For the cover story of our FALL 2021 print issue, FRONTRUNNER sat down with Nanau to address the controversy of politicians’ bottomless pockets, how government plays with our entitlement to health care, and why the next generation leaves home instead of instigating change.

Alexander Nanau
©Alex Galmeanu
Photo courtesy of Magnolia Pictures

I still feel tense after watching Collective. Could you share what sparked this idea and how you brought this scandal onto the screen?

It was a national tragedy in Romania, the whole country was following it on the news and the public was mourning for days. We had the largest demonstrations after the Romanian Revolution, and mostly young people took to the streets against authorities and corruption. On top of that came the manipulation that hospitals have the right conditions to treat the burnt patients. When we started a month later, it was clear that the story would be to understand why they lied and let people die instead of allowing them leave the hospital. As my aim was an observational story, I didn’t want interviews or to show old footage of demonstrations. We were looking for characters whom we could follow, and through whose eyes the audience can see the story in a cinematic way. This led us to approaching journalist Catalin Tolontan and once his team agreed, things started to speed up and turn into a film.

How do you think we can encourage people to speak up about issues that might have been swept under the carpet before? We can see a wave of more people speaking up, but what were, and still are, the risks of doing so in Romania?

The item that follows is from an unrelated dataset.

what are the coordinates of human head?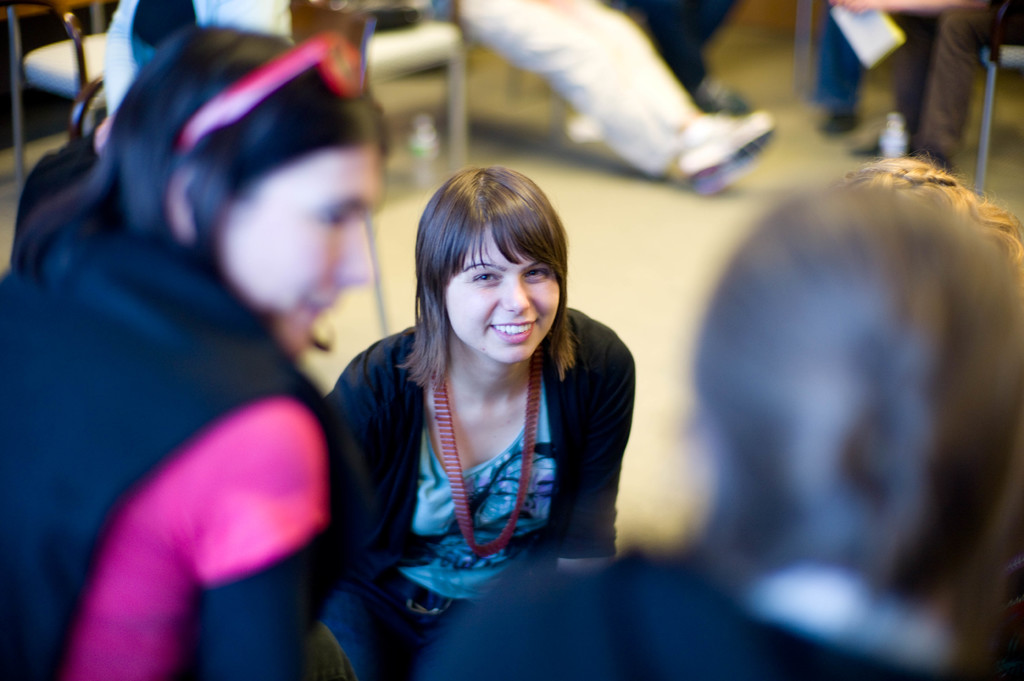
<bbox>842, 154, 1023, 268</bbox>.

It depends on which area they come forward [for]. After we released COLLECTIVE, one of the good things that happened was that the number of whistleblowers exploded. Journalists were contacted by dozens more whistleblowers. However, in [certain] countries, the mafia infiltrates politics more and more and if you blow the whistle regarding money-fuelled industries, it can become dangerous. We saw it in the Netherlands when journalist Peter R. de Vries was recently assassinated. In the healthcare sector – as we’ve seen in the film – for the doctor, the danger was being marginalised, losing her job, failing to get another job in a public hospital, and living as an outcast as she, so to say, betrayed the system.

It’s said that it’s better to not be aware of the whole truth regarding a particular issue. Do you think that there are cases when this is a benefit to the public to be told and shown something only to a certain extent?

No. I think the truth has to be in the public. I see misinformation in countries like Romania, and also Hungary. Hungary is a more severe case because they’ve shut down the media, but you still have online platforms where people are informed. The more people know the more minds can be changed. In the short term, it can be very discouraging because the traditional system seems crooked and works in the favour of those in power. In the long run, you can see that society is becoming more aware of their rights and who are the good or bad-intentioned politicians. Information is needed to evolve in society, but often the problem is the quality of journalism that brings the information to the public. The press is often de-professionalised, meaning the big media outlets are working with the authorities because they receive financing – COVID being a great example. We have COVID funds, we don’t know why, but we have a lot of it. In Romania, there are fantastic platforms where young journalists are carrying out great investigations. They are powerful and people are reading them. These young journalists manage to reflect on what is happening in the background and bring that information to light.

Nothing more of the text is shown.